Guesses About Reality
2025
Oil pastel, paper
This series is an attempt to capture memory, perception, and visual errors as equally valid components of reality. Each drawing is a naive fragment of an event, seen not with the eyes but through inner sensation. The world here is not rendered — it is guessed.
As a child, the artist had a vision of –6. Every object within sight was a blur, requiring interpretation. Was it a chair or a person? A cat or a bag? The eye would guess, and the brain would complete the image. This mechanism became a creative method: the drawings are built not from logic, but from feeling, where a house might be mistaken for a cloud, and objects emerge in the composition not from observation but from memory — a memory that suddenly becomes more vivid than the actual scene.

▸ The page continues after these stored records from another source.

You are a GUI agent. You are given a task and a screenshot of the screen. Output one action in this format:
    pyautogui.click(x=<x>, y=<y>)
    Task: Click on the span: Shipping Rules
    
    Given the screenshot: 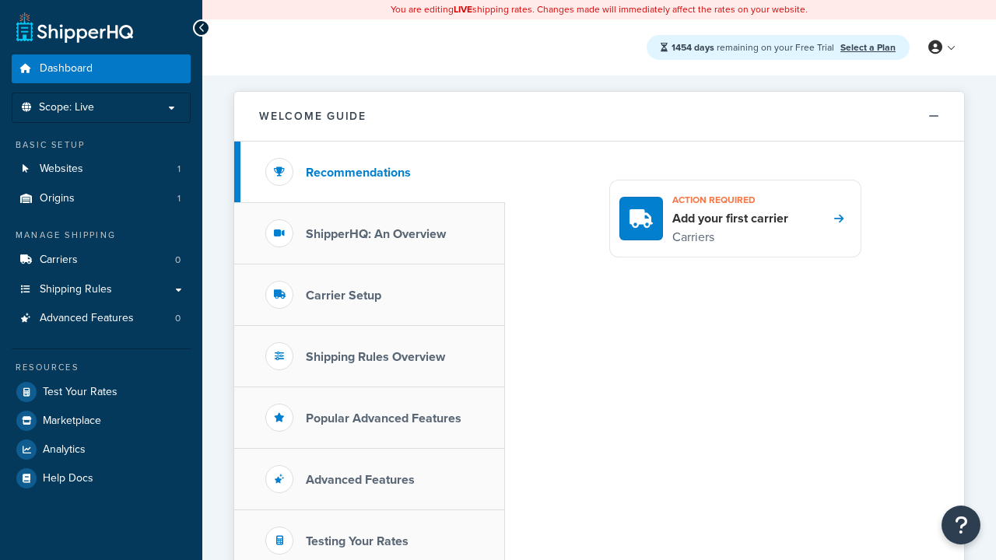 What is the action you would take?
    pyautogui.click(x=75, y=289)
    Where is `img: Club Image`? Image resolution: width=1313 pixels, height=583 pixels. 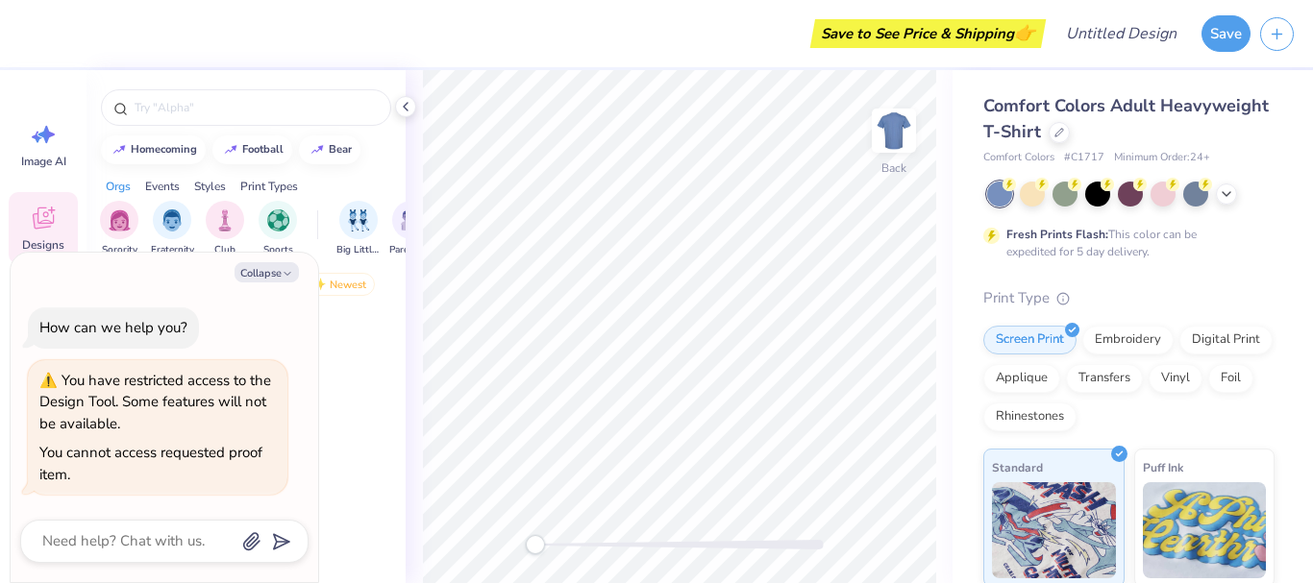
img: Club Image is located at coordinates (225, 220). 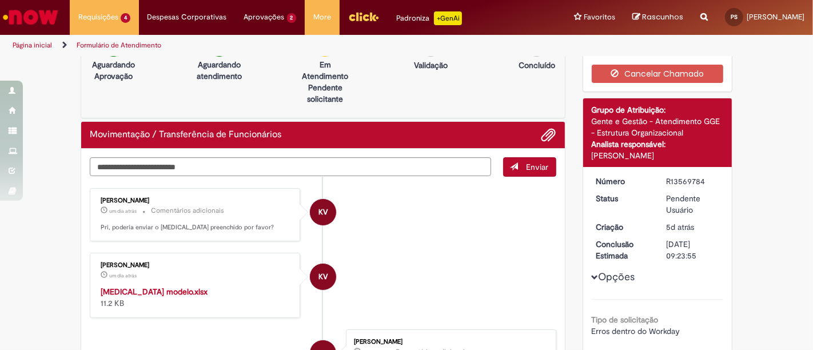 I want to click on span: Enviar, so click(x=538, y=167).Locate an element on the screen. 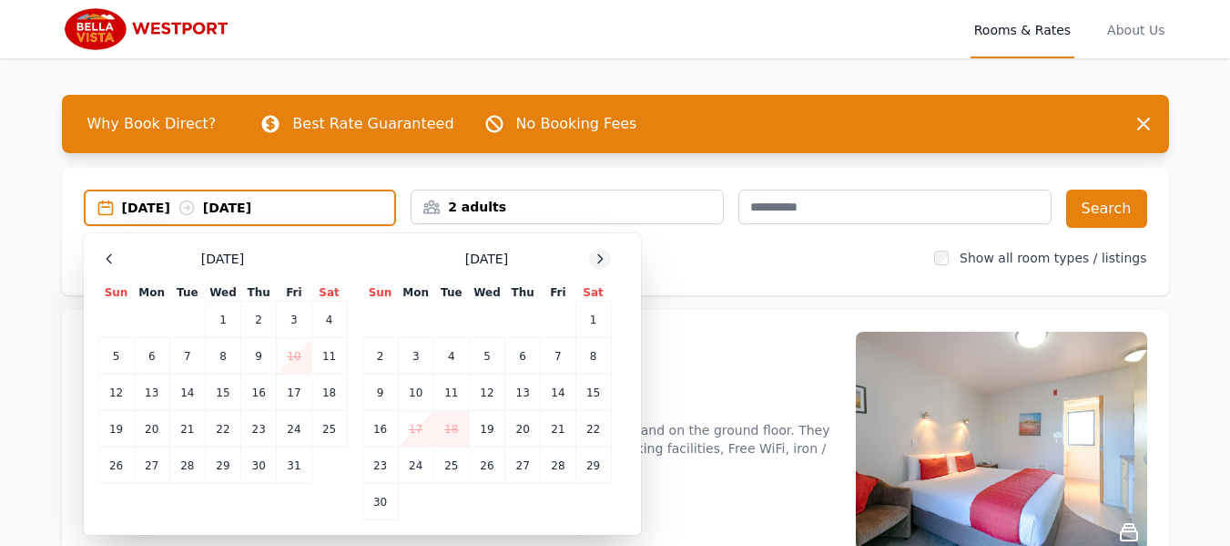 The image size is (1230, 546). div: 2 adults is located at coordinates (567, 207).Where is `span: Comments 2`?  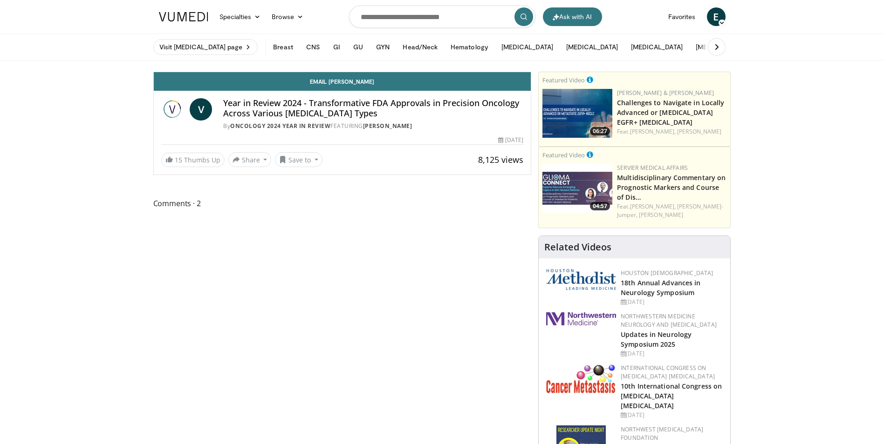 span: Comments 2 is located at coordinates (342, 204).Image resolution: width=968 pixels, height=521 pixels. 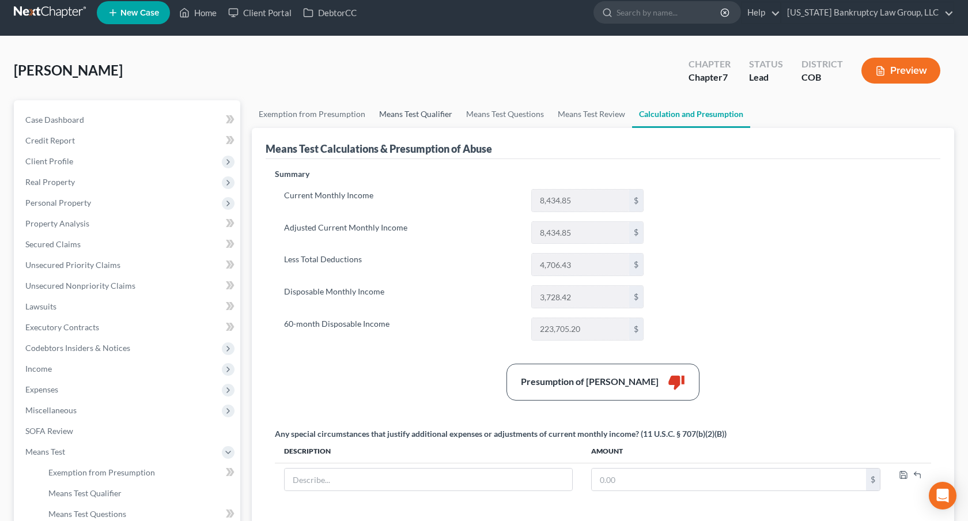 I want to click on span: Means Test Qualifier, so click(x=85, y=493).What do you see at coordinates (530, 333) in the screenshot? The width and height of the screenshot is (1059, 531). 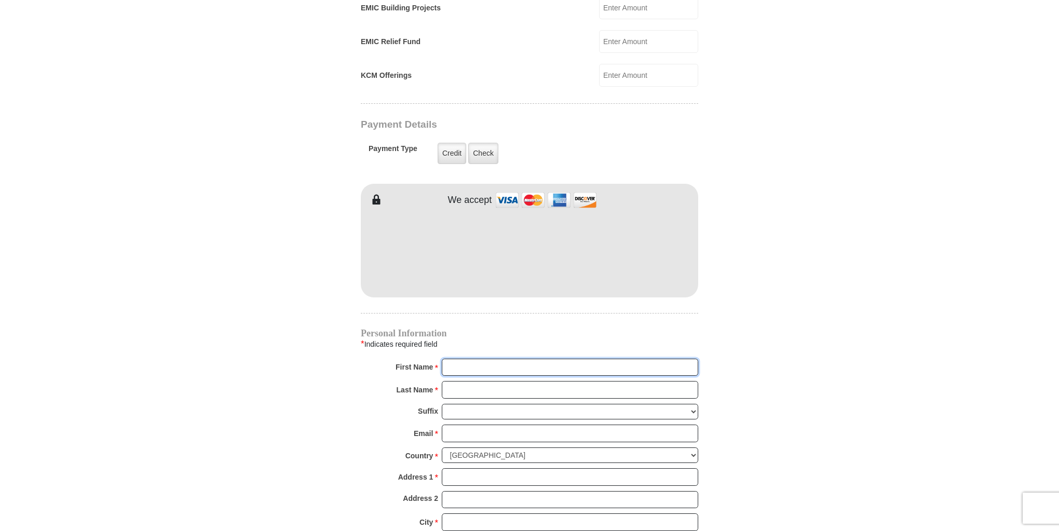 I see `h4: Personal Information` at bounding box center [530, 333].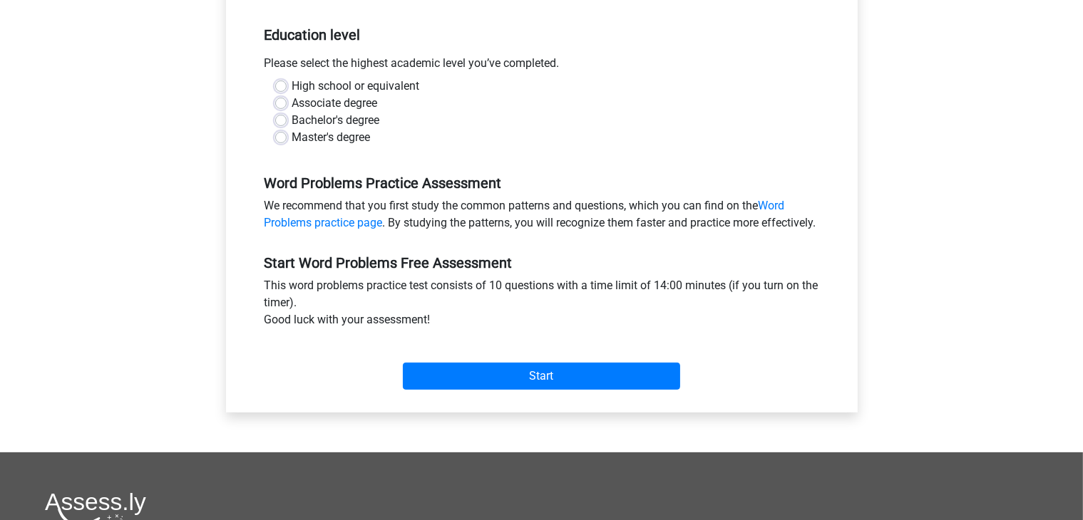 This screenshot has width=1083, height=520. I want to click on div: This word problems practice test consists of 10 questions with a time limit of 14:00 minutes (if ..., so click(542, 306).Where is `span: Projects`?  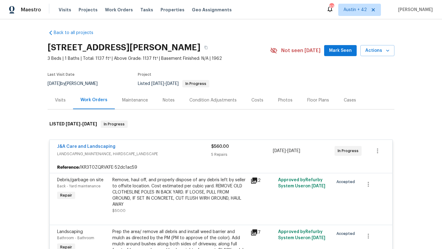 span: Projects is located at coordinates (88, 10).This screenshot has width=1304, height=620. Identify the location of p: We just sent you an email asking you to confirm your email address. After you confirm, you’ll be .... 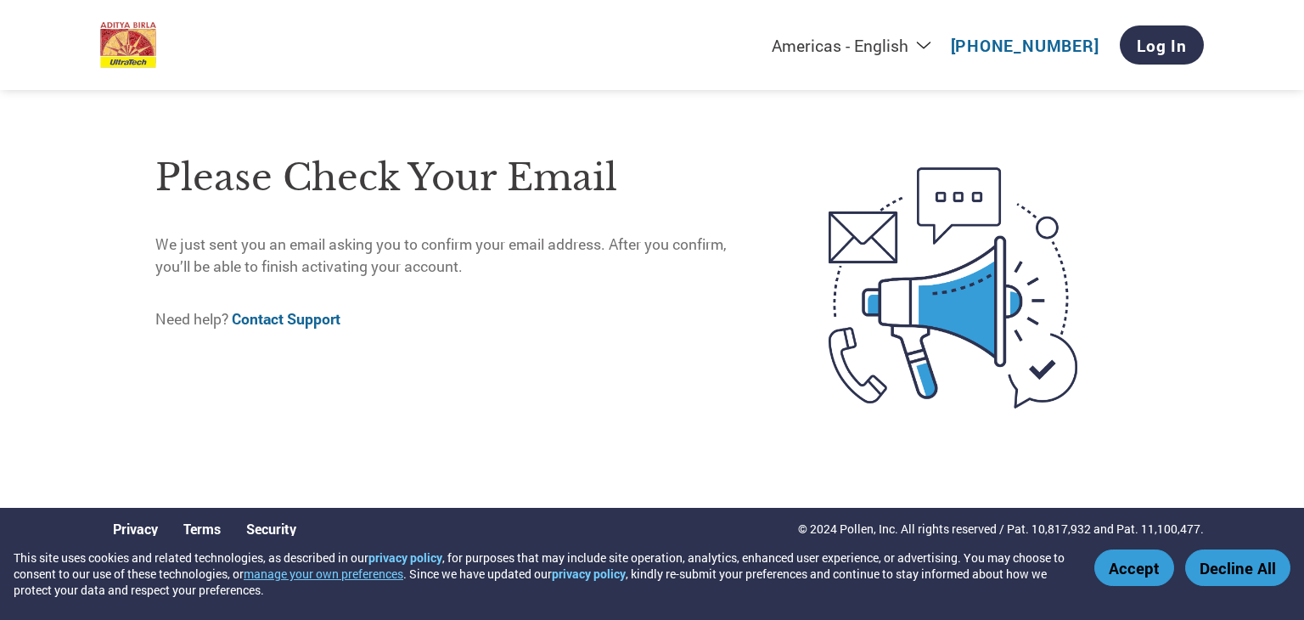
(456, 256).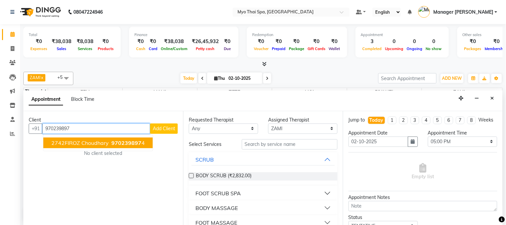  What do you see at coordinates (83, 99) in the screenshot?
I see `span: Block Time` at bounding box center [83, 99].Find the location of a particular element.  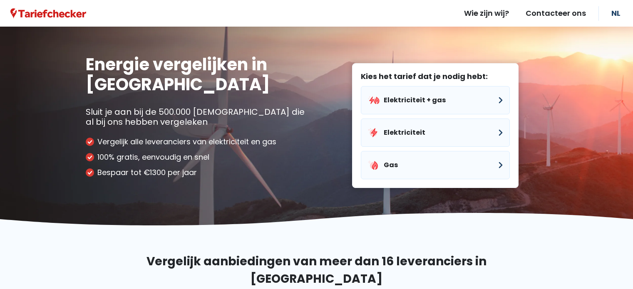

a: Tariefchecker is located at coordinates (48, 13).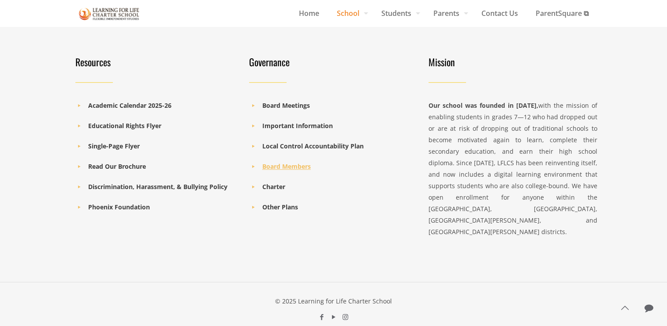  Describe the element at coordinates (562, 13) in the screenshot. I see `span: ParentSquare ⧉` at that location.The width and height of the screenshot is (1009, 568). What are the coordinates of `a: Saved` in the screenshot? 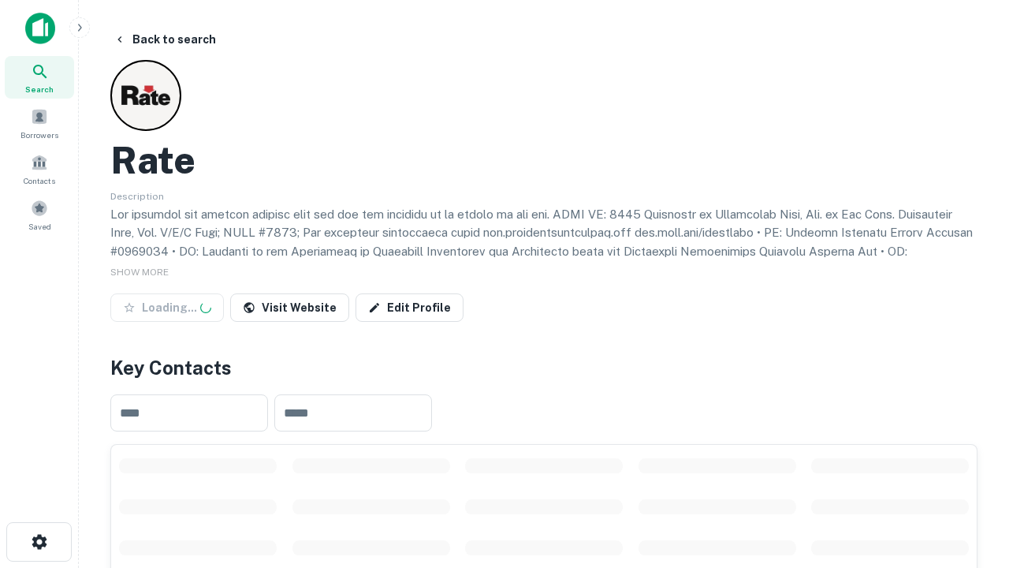 It's located at (39, 214).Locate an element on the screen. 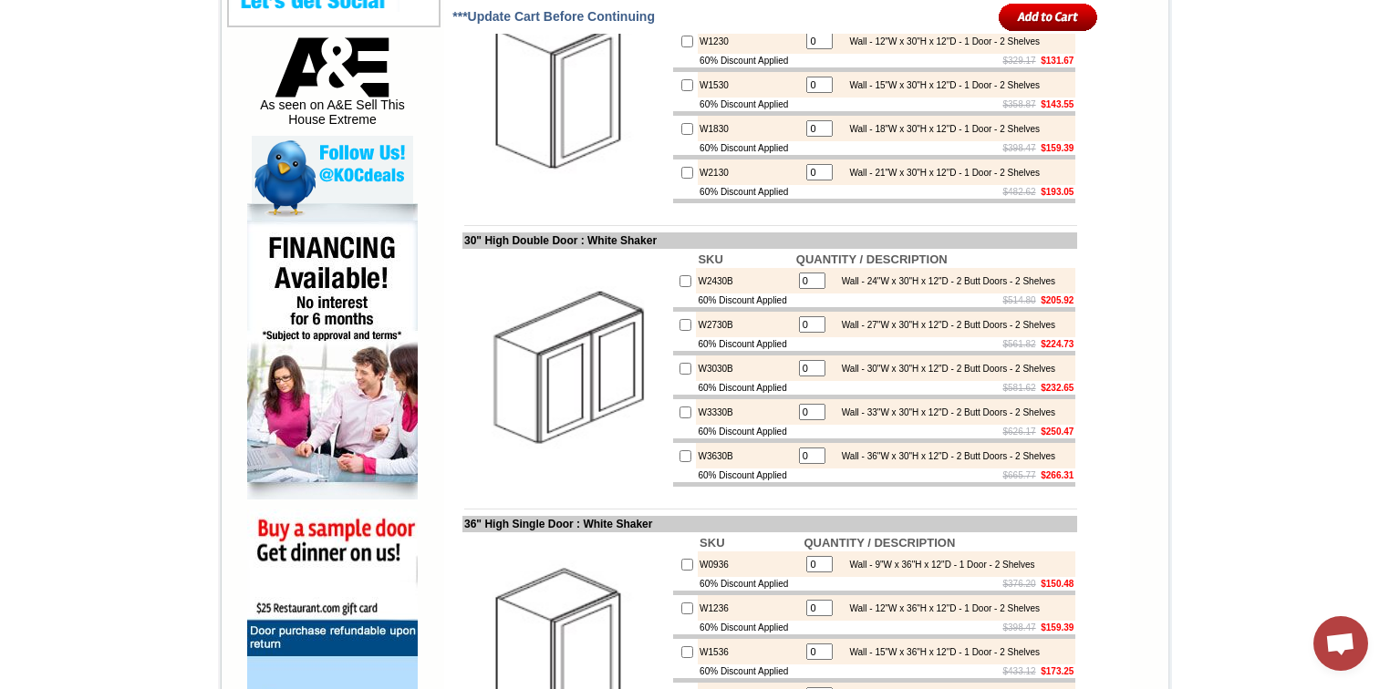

Color fields in these works are not separated but smudged together, as if the boundaries between objects have dissolved — in space, in memory, in perception itself. This is a bodily response to how we experience reality: not through sharp contours, but through emotional patches, color vibrations, and a longing for form. Perceptual mistakes become part of the narrative: at some point, an object “slips in” that wasn’t actually there, but suddenly felt important during the act of drawing.
These works are not about accuracy — they are about intuition, somatic guessing, and error as a way of truth. When we blink, the world disappears for a fraction of a second — and doesn’t always return exactly as it was. It is this flickering uncertainty that the artist tries to capture.